Fox immediately thanked those who put togethethe exhibit and commended them for doing a great job and spending so many hours putting it together. Much of the work displayed in Fox’s section of the ex hibit was work that he created while in and on the way to New Mexico. Fox said that last year he packed up his car and drove out to the state while painting along the way.
“It is surprising when you’re out in a landscape and you’re still grappling with yourself and the issues and the preoccupations you had before,” he said. “But the colors in New Mexico and the space there is like [being on] a different planet every five hours and the relationship to space was overwhelming and exciting, and the colors were amazing to me, and they were so new and challenging.”
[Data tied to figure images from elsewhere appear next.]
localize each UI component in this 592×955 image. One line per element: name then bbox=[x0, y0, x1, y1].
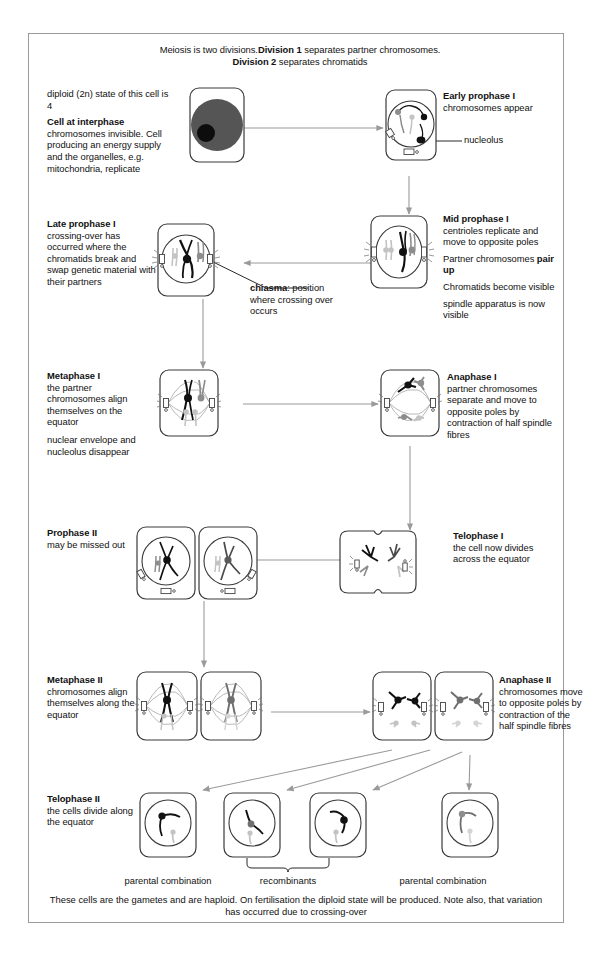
label-recombinants: recombinants bbox=[243, 875, 333, 887]
mid-prophase-1-body2a: Partner chromosomes bbox=[443, 253, 534, 264]
text-early-prophase-1: Early prophase I chromosomes appear bbox=[443, 90, 563, 113]
metaphase-2-body: chromosomes align themselves along the e… bbox=[47, 686, 135, 720]
mid-prophase-1-body3: Chromatids become visible bbox=[443, 281, 554, 292]
footer-summary-line2: has occurred due to crossing-over bbox=[225, 906, 367, 917]
label-parental-combination-right: parental combination bbox=[383, 875, 503, 887]
metaphase-1-body2: nuclear envelope and nucleolus disappear bbox=[47, 434, 136, 457]
text-anaphase-2: Anaphase II chromosomes move to opposite… bbox=[499, 674, 585, 732]
text-interphase: diploid (2n) state of this cell is 4 Cel… bbox=[47, 88, 175, 174]
cell-gamete-1 bbox=[140, 793, 196, 857]
cell-mid-prophase-1 bbox=[364, 216, 434, 288]
mid-prophase-1-body1: centrioles replicate and move to opposit… bbox=[443, 225, 538, 248]
cell-anaphase-2-right bbox=[434, 672, 495, 740]
footer-summary-line1: These cells are the gametes and are hapl… bbox=[50, 894, 542, 905]
anaphase-1-body: partner chromosomes separate and move to… bbox=[447, 383, 552, 440]
telophase-1-body: the cell now divides across the equator bbox=[453, 542, 533, 565]
cell-prophase-2-right bbox=[199, 527, 257, 599]
cell-gamete-4 bbox=[442, 793, 498, 857]
text-metaphase-2: Metaphase II chromosomes align themselve… bbox=[47, 674, 145, 720]
cell-gamete-3 bbox=[310, 793, 366, 857]
text-anaphase-1: Anaphase I partner chromosomes separate … bbox=[447, 371, 557, 441]
cell-late-prophase-1 bbox=[152, 224, 220, 296]
anaphase-2-body: chromosomes move to opposite poles by co… bbox=[499, 686, 583, 732]
cell-early-prophase-1 bbox=[386, 90, 436, 160]
anaphase-1-heading: Anaphase I bbox=[447, 371, 497, 382]
telophase-2-heading: Telophase II bbox=[47, 793, 100, 804]
cell-metaphase-2-right bbox=[199, 672, 263, 740]
text-telophase-1: Telophase I the cell now divides across … bbox=[453, 530, 561, 565]
interphase-pre: diploid (2n) state of this cell is 4 bbox=[47, 88, 168, 111]
text-telophase-2: Telophase II the cells divide along the … bbox=[47, 793, 139, 828]
text-mid-prophase-1: Mid prophase I centrioles replicate and … bbox=[443, 213, 561, 321]
cell-metaphase-1 bbox=[157, 370, 221, 436]
mid-prophase-1-heading: Mid prophase I bbox=[443, 213, 508, 224]
cell-prophase-2-left bbox=[137, 527, 195, 599]
text-late-prophase-1: Late prophase I crossing-over has occurr… bbox=[47, 218, 157, 288]
label-nucleolus: nucleolus bbox=[464, 134, 544, 146]
meiosis-diagram-page: Meiosis is two divisions.Division 1 sepa… bbox=[0, 0, 592, 955]
cell-anaphase-1 bbox=[378, 370, 442, 436]
label-chiasma: chiasma: position where crossing over oc… bbox=[250, 282, 340, 317]
nucleolus-dot bbox=[417, 137, 426, 144]
mid-prophase-1-body4: spindle apparatus is now visible bbox=[443, 298, 545, 321]
prophase-2-heading: Prophase II bbox=[47, 527, 97, 538]
prophase-2-body: may be missed out bbox=[47, 539, 125, 550]
interphase-body: chromosomes invisible. Cell producing an… bbox=[47, 128, 162, 174]
early-prophase-1-heading: Early prophase I bbox=[443, 90, 515, 101]
late-prophase-1-heading: Late prophase I bbox=[47, 218, 116, 229]
cell-gamete-2 bbox=[224, 793, 280, 857]
anaphase-2-heading: Anaphase II bbox=[499, 674, 551, 685]
early-prophase-1-body: chromosomes appear bbox=[443, 102, 533, 113]
interphase-heading: Cell at interphase bbox=[47, 116, 124, 127]
text-prophase-2: Prophase II may be missed out bbox=[47, 527, 137, 550]
metaphase-1-heading: Metaphase I bbox=[47, 370, 100, 381]
cell-anaphase-2-left bbox=[372, 672, 433, 740]
chiasma-bold: chiasma bbox=[250, 282, 287, 293]
late-prophase-1-body: crossing-over has occurred where the chr… bbox=[47, 230, 156, 287]
metaphase-1-body1: the partner chromosomes align themselves… bbox=[47, 382, 127, 428]
telophase-2-body: the cells divide along the equator bbox=[47, 805, 133, 828]
footer-summary: These cells are the gametes and are hapl… bbox=[40, 894, 552, 917]
telophase-1-heading: Telophase I bbox=[453, 530, 503, 541]
label-parental-combination-left: parental combination bbox=[108, 875, 228, 887]
cell-interphase bbox=[190, 88, 244, 162]
chiasma-point bbox=[183, 255, 191, 263]
metaphase-2-heading: Metaphase II bbox=[47, 674, 103, 685]
cell-telophase-1 bbox=[340, 531, 416, 593]
text-metaphase-1: Metaphase I the partner chromosomes alig… bbox=[47, 370, 151, 457]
Richard Fox speaks to the audience / Photo Adrienne Perron

Shannon Cahalane, a sophomore studio art major, said that the exhibit and art talk provided a good opportunity for her and other students to hear from their university mentors about their experiences creating art. “I feel like when you’re in class, you learn very fundamental stuff,” she said. ‘You don’t really get to experience [professors] and their work on this level, it’s really eye opening to get to know them as an artist outside of a classroom setting.”
The next talk in the series will occur next Wednes day at the same time and place, and another will occur on Dec. 5. Other featured artists and professors include Sachiko Akiyama, Jamie Bowman, Bradley Castellanos, Brian Chu, Grant Drumheller, Julee Holcombe, Don Williams, Leah Woods and Liese Zahabi.